Parity


I’ve finally achieved parity between my digital and analog sides.
With the acquisition of a new turntable ((Feickert Volare,) I’m at last enjoying both formats equally.

An observation between the two: They are definitely different in character and each has its own sonic signature. Analog is more spacious and for lack of a better word, mellow. Digital is more finely etched. Each has a very well defined sound stage.
Both are a pleasure to listen to now.

128x128rvpiano

Showing 5 responses by bdp24

For a younger person, choosing between starting an LP playing system & buying LP’s vs. going full digital is a reasonable proposition. For old guys, who already had a healthy LP library when the CD was introduced, and continued buying them for the next twenty years (used ones being dumped by people buying into the CD hustle, and the few new ones being manufactured), the situation is quite different. Who in hell would suddenly ignore his 5,000 (or whatever) LP’s and switch to digital?! That’s why many old guys have both analogue & digital players and music collections.

@thyname and @rvpiano: Audiogon member @slaw---whose opinions I greatly respect---having worked long and hard at optimizing his LP player and the system it feeds, decided he didn’t want to do the same for digital sources, so eschews CD’s/SACD’s/etc. altogether.

Though I understand and respect that decision and stance, in my case there are just too many albums I absolutely love---both Pop and Classical---that have been made available only on CD for me to not have a disc spinner. I don’t expect the two formats to sound the same, but then we all know sound quality amongst LP’s varies greatly too. There are plenty of CD’s that sound better than some LP’s, but even if they didn’t I need and listen to them because of the music they contain.

I’m a music lover first, an audiophile second. I don’t use my recordings to make my system sound good, I use my system to make my recordings sound good, or at least as good as they can. That applies equally to LP’s and CD’s/SACD’s. It is Steve’s position that a system optimized for one will inherently be less than optimum for the other. Comments and/or opinions on that position? Are the two formats so inherently different that each needs a playback system optimized for itself?

 

@rvpiano: No offense intended, but this is what happens when you make sound quality your first priority. I've been there myself, but now make my next musical selection based on what I'm hungering for musically. If it is also in good sound, wonderful, that's a bonus.

Being an audiophile has its benefits and pleasures, but is also in a way a curse. Remember when you loved music you heard, long before you became obsessed with sound quality? If it truly is---as we all claim---about the music, then we have to act like it is ;-) .

Dang @rvpiano, 4000 CDs! I know how much wall space that eats up---I have somewhere between 3500 and 3600. My six CD racks (three wide, two high) take up almost an entire wall, floor-to-ceiling. On the opposite wall are the LP's (of which I have never counted), the racks for which leave only enough room for one set of stacked Tube Traps.

A related issue is the ratio of the number of LP’s in your music library vs. the number of CD’s/SACD’s, and the relative time you spend listening to each source type.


_The problem_
Can you write out the whole listing exactly?

[Given information]

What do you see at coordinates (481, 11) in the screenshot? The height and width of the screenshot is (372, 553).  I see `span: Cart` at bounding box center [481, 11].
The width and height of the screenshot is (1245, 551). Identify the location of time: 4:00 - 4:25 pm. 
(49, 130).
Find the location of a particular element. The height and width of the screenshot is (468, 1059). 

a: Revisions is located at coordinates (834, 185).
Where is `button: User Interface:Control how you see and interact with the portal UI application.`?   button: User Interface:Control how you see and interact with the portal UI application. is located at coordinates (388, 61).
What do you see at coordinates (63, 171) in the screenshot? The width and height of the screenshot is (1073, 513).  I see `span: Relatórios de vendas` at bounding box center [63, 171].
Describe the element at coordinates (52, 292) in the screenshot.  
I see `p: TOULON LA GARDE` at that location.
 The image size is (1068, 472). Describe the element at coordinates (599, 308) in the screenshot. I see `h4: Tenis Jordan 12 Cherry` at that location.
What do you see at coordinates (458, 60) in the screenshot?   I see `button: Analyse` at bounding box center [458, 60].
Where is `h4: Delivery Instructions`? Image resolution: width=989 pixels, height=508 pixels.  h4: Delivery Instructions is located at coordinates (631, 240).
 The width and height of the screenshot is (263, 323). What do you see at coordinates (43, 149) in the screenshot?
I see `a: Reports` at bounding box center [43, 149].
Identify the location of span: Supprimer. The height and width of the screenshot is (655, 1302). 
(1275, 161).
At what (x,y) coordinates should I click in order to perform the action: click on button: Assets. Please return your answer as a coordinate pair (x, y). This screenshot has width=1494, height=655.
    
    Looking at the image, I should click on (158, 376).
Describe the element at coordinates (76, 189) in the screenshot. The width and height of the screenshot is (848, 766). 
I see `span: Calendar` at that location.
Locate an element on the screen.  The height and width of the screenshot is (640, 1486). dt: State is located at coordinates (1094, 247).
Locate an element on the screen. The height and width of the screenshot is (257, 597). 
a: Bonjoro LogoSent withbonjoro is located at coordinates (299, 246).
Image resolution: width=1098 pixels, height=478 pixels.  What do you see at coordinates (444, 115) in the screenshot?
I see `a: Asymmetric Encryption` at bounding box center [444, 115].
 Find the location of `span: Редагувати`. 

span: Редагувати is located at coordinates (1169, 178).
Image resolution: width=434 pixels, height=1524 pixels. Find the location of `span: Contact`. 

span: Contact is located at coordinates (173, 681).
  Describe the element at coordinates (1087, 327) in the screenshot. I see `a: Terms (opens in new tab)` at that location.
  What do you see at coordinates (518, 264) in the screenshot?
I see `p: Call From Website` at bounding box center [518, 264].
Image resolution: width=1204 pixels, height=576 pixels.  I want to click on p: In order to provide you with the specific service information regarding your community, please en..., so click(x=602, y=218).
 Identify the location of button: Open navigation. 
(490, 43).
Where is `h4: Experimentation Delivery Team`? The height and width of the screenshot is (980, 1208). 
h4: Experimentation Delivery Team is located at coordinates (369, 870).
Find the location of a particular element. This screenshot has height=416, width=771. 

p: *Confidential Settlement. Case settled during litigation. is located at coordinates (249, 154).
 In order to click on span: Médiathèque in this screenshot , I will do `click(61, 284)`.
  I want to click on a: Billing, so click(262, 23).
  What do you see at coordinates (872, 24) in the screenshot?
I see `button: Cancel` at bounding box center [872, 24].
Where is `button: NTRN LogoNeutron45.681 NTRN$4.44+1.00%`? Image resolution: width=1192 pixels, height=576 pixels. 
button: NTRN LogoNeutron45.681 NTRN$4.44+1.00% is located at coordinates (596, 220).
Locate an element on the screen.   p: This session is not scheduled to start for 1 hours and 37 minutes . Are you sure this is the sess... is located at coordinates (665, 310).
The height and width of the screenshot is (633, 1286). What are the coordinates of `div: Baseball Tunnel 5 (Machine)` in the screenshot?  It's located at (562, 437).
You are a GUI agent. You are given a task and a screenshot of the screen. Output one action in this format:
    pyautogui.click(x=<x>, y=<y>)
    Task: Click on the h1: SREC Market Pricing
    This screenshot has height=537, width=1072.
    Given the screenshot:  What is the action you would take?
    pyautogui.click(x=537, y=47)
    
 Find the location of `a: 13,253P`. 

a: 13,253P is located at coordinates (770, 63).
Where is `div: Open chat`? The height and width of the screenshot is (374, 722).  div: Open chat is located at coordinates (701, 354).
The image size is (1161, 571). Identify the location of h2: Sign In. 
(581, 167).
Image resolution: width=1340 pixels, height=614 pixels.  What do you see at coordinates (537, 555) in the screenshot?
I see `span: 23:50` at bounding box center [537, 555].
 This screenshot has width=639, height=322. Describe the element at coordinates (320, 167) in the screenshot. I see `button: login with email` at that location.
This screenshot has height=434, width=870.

[/Given information]

_Answer box_
What do you see at coordinates (481, 11) in the screenshot? The height and width of the screenshot is (372, 553).  I see `span: Cart` at bounding box center [481, 11].
The width and height of the screenshot is (1245, 551). Identify the location of time: 4:00 - 4:25 pm. 
(49, 130).
Find the location of a particular element. The height and width of the screenshot is (468, 1059). 

a: Revisions is located at coordinates (834, 185).
Where is `button: User Interface:Control how you see and interact with the portal UI application.`?   button: User Interface:Control how you see and interact with the portal UI application. is located at coordinates (388, 61).
What do you see at coordinates (63, 171) in the screenshot? The width and height of the screenshot is (1073, 513).  I see `span: Relatórios de vendas` at bounding box center [63, 171].
Describe the element at coordinates (52, 292) in the screenshot.  
I see `p: TOULON LA GARDE` at that location.
 The image size is (1068, 472). Describe the element at coordinates (599, 308) in the screenshot. I see `h4: Tenis Jordan 12 Cherry` at that location.
What do you see at coordinates (458, 60) in the screenshot?   I see `button: Analyse` at bounding box center [458, 60].
Where is `h4: Delivery Instructions`? Image resolution: width=989 pixels, height=508 pixels.  h4: Delivery Instructions is located at coordinates (631, 240).
 The width and height of the screenshot is (263, 323). What do you see at coordinates (43, 149) in the screenshot?
I see `a: Reports` at bounding box center [43, 149].
Identify the location of span: Supprimer. The height and width of the screenshot is (655, 1302). 
(1275, 161).
At what (x,y) coordinates should I click in order to perform the action: click on button: Assets. Please return your answer as a coordinate pair (x, y). This screenshot has width=1494, height=655.
    
    Looking at the image, I should click on (158, 376).
Describe the element at coordinates (76, 189) in the screenshot. The width and height of the screenshot is (848, 766). 
I see `span: Calendar` at that location.
Locate an element on the screen.  The height and width of the screenshot is (640, 1486). dt: State is located at coordinates (1094, 247).
Locate an element on the screen. The height and width of the screenshot is (257, 597). 
a: Bonjoro LogoSent withbonjoro is located at coordinates (299, 246).
Image resolution: width=1098 pixels, height=478 pixels.  What do you see at coordinates (444, 115) in the screenshot?
I see `a: Asymmetric Encryption` at bounding box center [444, 115].
 Find the location of `span: Редагувати`. 

span: Редагувати is located at coordinates (1169, 178).
Image resolution: width=434 pixels, height=1524 pixels. Find the location of `span: Contact`. 

span: Contact is located at coordinates (173, 681).
  Describe the element at coordinates (1087, 327) in the screenshot. I see `a: Terms (opens in new tab)` at that location.
  What do you see at coordinates (518, 264) in the screenshot?
I see `p: Call From Website` at bounding box center [518, 264].
Image resolution: width=1204 pixels, height=576 pixels.  I want to click on p: In order to provide you with the specific service information regarding your community, please en..., so click(x=602, y=218).
 Identify the location of button: Open navigation. 
(490, 43).
Where is `h4: Experimentation Delivery Team`? The height and width of the screenshot is (980, 1208). 
h4: Experimentation Delivery Team is located at coordinates (369, 870).
Find the location of a particular element. This screenshot has height=416, width=771. 

p: *Confidential Settlement. Case settled during litigation. is located at coordinates (249, 154).
 In order to click on span: Médiathèque in this screenshot , I will do `click(61, 284)`.
  I want to click on a: Billing, so click(262, 23).
  What do you see at coordinates (872, 24) in the screenshot?
I see `button: Cancel` at bounding box center [872, 24].
Where is `button: NTRN LogoNeutron45.681 NTRN$4.44+1.00%`? Image resolution: width=1192 pixels, height=576 pixels. 
button: NTRN LogoNeutron45.681 NTRN$4.44+1.00% is located at coordinates (596, 220).
Locate an element on the screen.   p: This session is not scheduled to start for 1 hours and 37 minutes . Are you sure this is the sess... is located at coordinates (665, 310).
The height and width of the screenshot is (633, 1286). What are the coordinates of `div: Baseball Tunnel 5 (Machine)` in the screenshot?  It's located at (562, 437).
You are a GUI agent. You are given a task and a screenshot of the screen. Output one action in this format:
    pyautogui.click(x=<x>, y=<y>)
    Task: Click on the h1: SREC Market Pricing
    This screenshot has height=537, width=1072.
    Given the screenshot:  What is the action you would take?
    pyautogui.click(x=537, y=47)
    
 Find the location of `a: 13,253P`. 

a: 13,253P is located at coordinates (770, 63).
Where is `div: Open chat`? The height and width of the screenshot is (374, 722).  div: Open chat is located at coordinates (701, 354).
The image size is (1161, 571). Identify the location of h2: Sign In. 
(581, 167).
Image resolution: width=1340 pixels, height=614 pixels.  What do you see at coordinates (537, 555) in the screenshot?
I see `span: 23:50` at bounding box center [537, 555].
 This screenshot has width=639, height=322. Describe the element at coordinates (320, 167) in the screenshot. I see `button: login with email` at that location.
This screenshot has height=434, width=870.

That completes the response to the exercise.